JNU row: Books, ideas and azaadi

Why JNU does not leave you long after you leave JNU

Abhirami Sriram | February 29, 2016


#Jawaharlal Nehru University   #Kanhaiya Kumar   #Jnu row   #Sedition   #Trial of an idea  
JNU campus
JNU campus

I first entered JNU in July 1997, weeks before India celebrated its fiftieth year of azaadi. Like most freshers, I was overawed by JNU’s sylvan sprawl, its honeycomb of red-brick buildings, its scruffy, jargon-spouting, jhola-toting students. A thousand miles away from home and on my own for the first time, every cliché I had ever heard about freedom suddenly rang true. 

The curriculum was à la carte; the classrooms laidback; the exams, often open-book affairs. There was endless chai pe charcha at canteens by day and dhabas by night; even hostels had curfews only in name. There were no mobile phones, and the internet access was still a distant dream; instead, there were pamphlets and protest marches, public lectures and post-dinner debates. Every square inch of wall, from the mess to the canteen to the library, was blitzkrieged by posters in black and white and red that urged you to “Study and Struggle!” No wonder JNU seemed less a university than a universe unto itself.

My most abiding memory that monsoon semester, though, would be of a man I never met, a face I never forgot. Comrade Chandrashekhar Prasad, a CPI(ML) activist and former president of the JNU Students Union (JNUSU), had been gunned down while addressing a street-corner meeting condemning the massacre of dalits in Siwan, Bihar on March 31, 1997. The Chandrashekhar Andolan, a massive student uprising that blazed from Lutyens Delhi to Lalu’s Bihar that summer in spite of a brutal police backlash, had dwindled down by the time we freshers arrived. And yet, each time the piercing gaze of this bearded, slightly built thirty-something greeted me from every second poster on campus, it made me recall Tamil poet Bharatiyar’s phrase “suttum vizhi chudar” (flame-bright eyes). Chandrashekhar was gone but his embers still glowed red-hot, as if to announce that the fight was far from over.
 
At the Centre for Linguistics and English, where I did my MA, there was a long list of courses on offer each semester from which you could pick and choose. I recall in particular a course on comparative literature where we were allowed to bring in texts of our choice. The texts were as eclectic as the students themselves, from all corners of India and South Asia, and the classes became the literary equivalent of a potluck, a feast of pluralism. Our teacher turned backbencher in his own classes so as to give us all enough elbow room, and watched us share readings and spar over translations from Iqbal and Faiz, Jibanananda Das and Ashapurna Debi, Manto and Ismat Chugtai, Ananthamurthy and Lalithambika Antharjanam. That course would be my most memorable life-lesson in difference and diversity. We boned up on Tagore’s internationalism and Benedict Anderson’s imagined community, and discovered that there were as many notions of nation as there were ways in which literature redrew and erased geo-political borders and boundaries.
 
In due course, beleaguered by too many books and ideas, I would turn a full-time truant. There were days when I wanted world enough and time to think, and there were days when I simply wanted to blot out all thought. And so when I wasn’t holed up in my hostel room, I went on long solitary walks in the craggy campus wilderness or hitched free rides to town on bus number 615. I could do both with impunity because back then, JNU was one of the safest places for women in Delhi. Far ahead of its time, it was also the first university in India to set up the Gender Sensitisation Committee against Sexual Harassment (GSCASH), a hard-won triumph of the JNUSU in the wake of the landmark judgment in the Vishaka case in 1997.
 
My two years were perhaps proof that JNU had space enough for students of all stripes, even the hopelessly apolitical, asocial, bourgeois ones – and to be sure, I gained much more from JNU than I have since been prepared to admit. As I watched the documentary on Chandrashekhar titled Ek Minute Ka Maun, I understood the passion of a young man’s commitment to social justice and the power of a student movement whose time had come. From classroom discussions to the all-night-long presidential debate ahead of student elections, I saw how dissent and dialogue could sit democratically cheek by jowl. I learnt that having “opinions” was all very well, but it was far more important to hold your peace (and tongue!) long enough to listen to other points of view at every turn. In a myriad ingenious ways, JNU made me alert and alive to the dangers of a single story much before Chimamanda Ngozi Adichie did.
 
Today, I know that JNU’s irrepressible spirit of azaadi, its legacies of resistance, and the sheer strength of its solidarity will surely sustain the university through these troubled times. As students and teachers close ranks and hold hands in one seamless chain, let Jawaharlal Nehru himself have the last word: “A university stands for humanism; for tolerance, for reason, for the adventure of ideas and for the search of truth. It stands for the onward march of the human race towards ever higher objectives. If the universities discharge their duties adequately, then it is well with the nation and the people.” 
 
Sriram is a Chennai-based literary critic and translator.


Work instruction
Among the lines of the records, find all that carry the word "name" and copy them.
══ Data shown
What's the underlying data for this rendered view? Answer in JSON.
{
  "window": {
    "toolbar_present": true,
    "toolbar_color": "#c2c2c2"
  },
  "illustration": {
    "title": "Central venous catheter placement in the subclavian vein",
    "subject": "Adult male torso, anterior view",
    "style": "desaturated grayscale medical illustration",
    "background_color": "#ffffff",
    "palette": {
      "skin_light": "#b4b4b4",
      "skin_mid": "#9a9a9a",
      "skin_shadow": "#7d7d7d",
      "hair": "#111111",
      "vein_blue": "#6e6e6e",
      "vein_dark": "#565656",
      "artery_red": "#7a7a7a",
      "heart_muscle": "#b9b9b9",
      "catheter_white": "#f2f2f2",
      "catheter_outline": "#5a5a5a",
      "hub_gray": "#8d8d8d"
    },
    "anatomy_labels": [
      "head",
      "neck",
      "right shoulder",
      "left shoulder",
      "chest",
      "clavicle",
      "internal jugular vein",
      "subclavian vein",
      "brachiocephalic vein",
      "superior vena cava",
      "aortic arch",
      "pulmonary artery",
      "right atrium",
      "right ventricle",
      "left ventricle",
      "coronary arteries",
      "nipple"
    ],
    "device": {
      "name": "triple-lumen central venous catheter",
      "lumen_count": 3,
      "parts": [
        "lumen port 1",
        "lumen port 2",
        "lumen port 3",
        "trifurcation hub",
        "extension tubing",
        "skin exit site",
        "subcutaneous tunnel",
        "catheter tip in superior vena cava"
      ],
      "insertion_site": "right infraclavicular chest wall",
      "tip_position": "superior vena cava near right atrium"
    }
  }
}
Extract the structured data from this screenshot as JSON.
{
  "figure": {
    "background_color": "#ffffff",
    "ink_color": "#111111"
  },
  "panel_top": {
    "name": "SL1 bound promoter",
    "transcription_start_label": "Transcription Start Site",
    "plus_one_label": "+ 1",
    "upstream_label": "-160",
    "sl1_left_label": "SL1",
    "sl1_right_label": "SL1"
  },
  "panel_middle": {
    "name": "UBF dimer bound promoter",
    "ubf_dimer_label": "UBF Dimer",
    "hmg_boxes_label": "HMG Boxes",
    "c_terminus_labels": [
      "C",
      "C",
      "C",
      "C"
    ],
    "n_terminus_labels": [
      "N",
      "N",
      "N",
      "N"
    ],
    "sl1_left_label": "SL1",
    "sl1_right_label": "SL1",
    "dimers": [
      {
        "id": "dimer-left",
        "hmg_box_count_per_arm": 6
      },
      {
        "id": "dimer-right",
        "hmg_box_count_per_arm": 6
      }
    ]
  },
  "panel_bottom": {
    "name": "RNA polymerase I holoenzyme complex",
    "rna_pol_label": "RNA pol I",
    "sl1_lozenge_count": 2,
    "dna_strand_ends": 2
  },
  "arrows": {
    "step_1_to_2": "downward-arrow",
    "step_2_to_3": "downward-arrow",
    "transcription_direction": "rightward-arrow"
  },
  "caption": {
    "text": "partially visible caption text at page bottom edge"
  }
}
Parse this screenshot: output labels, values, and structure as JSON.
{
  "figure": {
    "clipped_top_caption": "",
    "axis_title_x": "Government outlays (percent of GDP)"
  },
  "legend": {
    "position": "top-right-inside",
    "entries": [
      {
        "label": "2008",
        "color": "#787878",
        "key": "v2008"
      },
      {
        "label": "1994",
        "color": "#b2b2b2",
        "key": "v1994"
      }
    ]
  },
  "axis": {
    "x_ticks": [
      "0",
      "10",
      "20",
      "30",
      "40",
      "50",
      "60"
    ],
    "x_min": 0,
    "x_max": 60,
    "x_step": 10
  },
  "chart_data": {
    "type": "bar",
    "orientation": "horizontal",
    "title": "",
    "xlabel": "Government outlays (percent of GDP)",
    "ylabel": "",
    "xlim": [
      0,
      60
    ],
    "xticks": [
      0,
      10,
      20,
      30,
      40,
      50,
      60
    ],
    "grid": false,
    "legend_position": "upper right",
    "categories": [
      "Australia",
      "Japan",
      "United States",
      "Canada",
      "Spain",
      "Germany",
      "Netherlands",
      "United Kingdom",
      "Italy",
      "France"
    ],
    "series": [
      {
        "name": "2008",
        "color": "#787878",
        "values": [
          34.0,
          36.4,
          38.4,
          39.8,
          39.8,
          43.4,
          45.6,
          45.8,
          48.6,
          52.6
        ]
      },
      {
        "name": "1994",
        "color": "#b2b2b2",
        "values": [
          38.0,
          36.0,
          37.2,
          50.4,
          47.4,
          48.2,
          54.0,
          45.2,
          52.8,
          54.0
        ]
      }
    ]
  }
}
════
══ Data shown
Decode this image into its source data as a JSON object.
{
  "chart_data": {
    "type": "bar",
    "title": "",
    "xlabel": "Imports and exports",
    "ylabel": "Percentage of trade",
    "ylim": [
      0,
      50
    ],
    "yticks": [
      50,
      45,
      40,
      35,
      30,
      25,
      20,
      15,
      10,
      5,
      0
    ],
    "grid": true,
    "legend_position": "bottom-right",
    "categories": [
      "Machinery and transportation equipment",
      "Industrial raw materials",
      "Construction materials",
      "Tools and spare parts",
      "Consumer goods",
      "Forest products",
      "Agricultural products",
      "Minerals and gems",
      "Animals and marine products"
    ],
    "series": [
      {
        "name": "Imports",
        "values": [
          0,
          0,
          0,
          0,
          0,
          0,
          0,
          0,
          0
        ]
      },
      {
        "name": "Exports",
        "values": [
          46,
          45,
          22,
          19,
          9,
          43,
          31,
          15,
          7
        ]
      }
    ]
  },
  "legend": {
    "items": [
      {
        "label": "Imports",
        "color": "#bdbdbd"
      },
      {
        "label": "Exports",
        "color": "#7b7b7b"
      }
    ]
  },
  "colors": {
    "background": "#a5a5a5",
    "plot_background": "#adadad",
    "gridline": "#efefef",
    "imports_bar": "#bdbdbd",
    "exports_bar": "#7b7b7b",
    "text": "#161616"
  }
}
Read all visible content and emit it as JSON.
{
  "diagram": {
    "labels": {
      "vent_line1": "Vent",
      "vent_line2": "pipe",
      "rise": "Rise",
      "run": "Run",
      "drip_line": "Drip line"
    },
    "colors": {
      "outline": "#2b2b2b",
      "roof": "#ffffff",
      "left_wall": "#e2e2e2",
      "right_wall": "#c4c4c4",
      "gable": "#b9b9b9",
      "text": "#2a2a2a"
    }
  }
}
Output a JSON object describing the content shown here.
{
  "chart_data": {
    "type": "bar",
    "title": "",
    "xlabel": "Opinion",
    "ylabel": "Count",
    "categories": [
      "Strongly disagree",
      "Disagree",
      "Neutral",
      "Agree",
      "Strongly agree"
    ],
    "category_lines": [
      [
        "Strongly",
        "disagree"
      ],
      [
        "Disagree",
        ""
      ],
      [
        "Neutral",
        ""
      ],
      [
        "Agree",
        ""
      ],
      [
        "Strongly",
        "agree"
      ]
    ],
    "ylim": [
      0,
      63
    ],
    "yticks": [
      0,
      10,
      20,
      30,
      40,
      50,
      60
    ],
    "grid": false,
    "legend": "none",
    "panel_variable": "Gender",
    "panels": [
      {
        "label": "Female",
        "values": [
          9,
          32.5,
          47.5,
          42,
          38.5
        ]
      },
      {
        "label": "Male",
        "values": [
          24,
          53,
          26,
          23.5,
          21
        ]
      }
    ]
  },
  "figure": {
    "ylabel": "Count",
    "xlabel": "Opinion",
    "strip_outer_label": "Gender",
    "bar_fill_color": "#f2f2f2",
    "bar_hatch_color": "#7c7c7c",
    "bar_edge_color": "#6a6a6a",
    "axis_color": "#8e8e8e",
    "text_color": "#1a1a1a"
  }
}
════
Answer to this problem
      "name": "triple-lumen central venous catheter",
    "name": "SL1 bound promoter",
    "name": "UBF dimer bound promoter",
    "name": "RNA polymerase I holoenzyme complex",
        "name": "2008",
        "name": "1994",
        "name": "Imports",
        "name": "Exports",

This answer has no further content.